Tron stood silent, gazing at the unreachable snow line of Alaan. Never to walk alone again, with a hawk on his gauntlet, every sense sharp, and a whole long day before him!

“It's hard for you,” said the King. “That's another thing. Your whole training is mapped out so that you never have to make a single decision for yourself. Everything is laid down. That's why, in the end, priests are bound to make bad rulers—they've never learned to decide.”

“Majesty, you talk as though they did not serve the Gods, as if all they were interested in was keeping themselves in power. But they do, they do.”

“Oh, yes, they do. A lot of people serve me, in my place and in my kingdom, but not all of them serve me well. Will you serve me, Tron?”

Tron hesitated. He didn't know what to say or do, or what he wanted, or how to fend off the onslaught of the King's appeal.

“I can serve only my Lord Gdu,” he muttered.

He wanted to turn away but the King's eyes held his, eyes like his murdered father's, a look of defeat, fierce and sad. Nobody had ever trusted Tron before. They had given him orders and known he would obey, but that was not trust. Nobody had befriended him; he had companions living with him under the same rules of fear, but that was not friendship. Now the King offered him trust and friendship but …
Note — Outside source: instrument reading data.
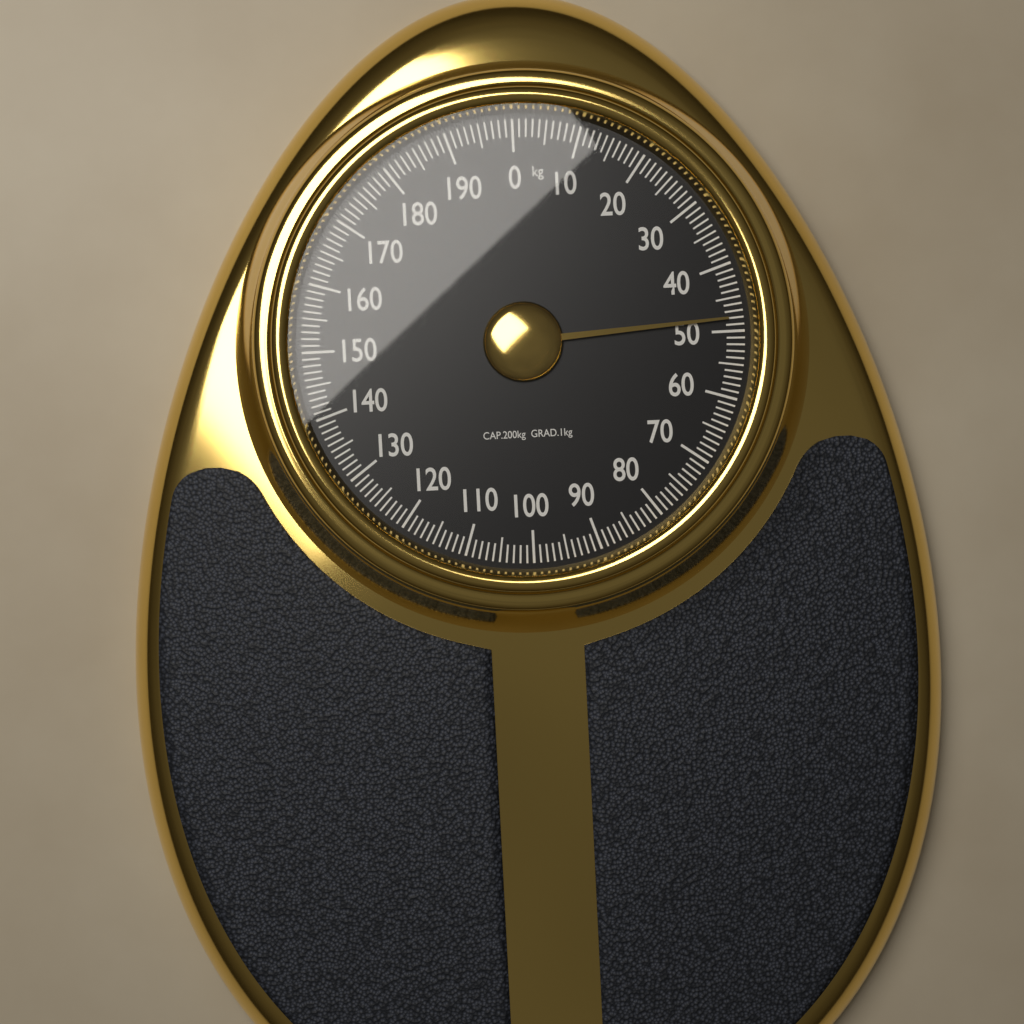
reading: 48 kg
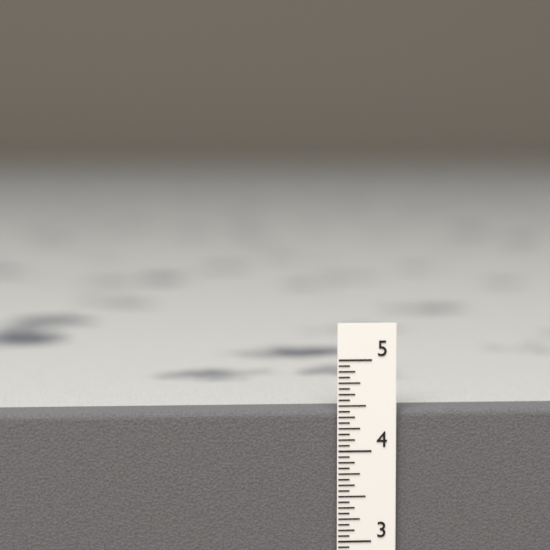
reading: 4.4375 in
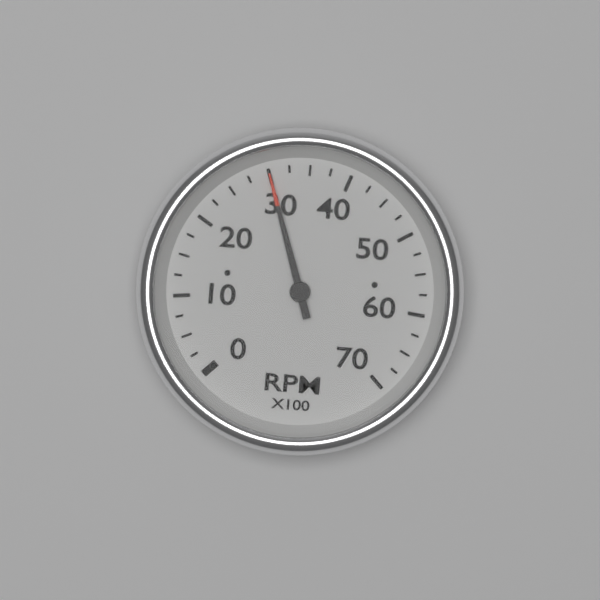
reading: 3000 RPM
He wrenched his eyes away and stared at the glaring valley. Out of its whiteness a shape seemed to swim, a hawk, a Blue Hawk, his own hawk, sick and bedraggled as when he'd first seen it. He had broken the ritual to take it out of the House of O and Aa. Now it came to him again as a sign.

“I'll try to help you,” he said. “I cannot serve you, but I'll try to help you.”

“Good,” said the King, unsmiling. “In fact, better. I saw your face change, Tron. What did you see?”

“He sent me a sign,” said Tron with a vague gesture at the salt-flats below.

The King nodded, accepting it as a fact.

“I come here often,” he said. “Whenever I feel I can't fight them anymore. That place is a sign to me. It isn't only that the fields are dying, Tron. That's true, but the Kingdom is sick in a quite different way. It's sick like a caged hawk. We've been cramped into these plains for too long, between Alaan and the marshes and the desert. D'you know, in my Obligations there are a dozen trade routes that I'm supposed to keep open, and they're all closed. There are wells in the desert too that I ought to guard, but I can't because whoever drinks their water falls sick and dies. When I look at those dead fields it seems to me that we must either burst out of this trap or die. Do you understand?”

“Yes, I think so. The Temple's like that, in a way. You don't realize it while you're inside it, but now I've learned to be free.… What do you want me to do?”

“Nothing yet. But … is the Temple of Tan built at all like the Great Temple?”

“Well, there's no Palace, and there doesn't seem to be a Room of Days and Years. But other bits are exactly like.”

“So there might be hidden doors and passages in it? Will you look? I'll come there at noon in three days' time. We haven't got very long. The embalmers finished my father's body nine days ago. It's less than twenty before the flood begins and he must go on his journey.… Listen! that's Kalavin's horn! I'd like you out of sight before they come, in case one of them recognized you. Then they'll think I took you off alone so that I could kill you and bury you somewhere back there. Hurry! Noon in three days' time!”

Trained to obedience, Tron moved quietly away down the ridge, crouching until he was hidden by a belt of sprawling cacti.
Killed me? Buried me?
He began to reason it through. A King is suddenly confronted with a boy who helped to murder his father and is now a threat to himself and his whole dynasty. What does he do? Seems friendly, breaks bread as a sign of trust, finds a reason to go alone with the boy into a tract of wilderness, and there, unwitnessed, the murder is avenged, the threat broken, and the boy vanishes. This King, though—perhaps he had considered it, and then had taken the greater risk of offering trust and friendship—not just for the sake of having a spy among the enemy, but because it was his nature to be direct and open, wherever he dared. He had the soul of the hawk in him.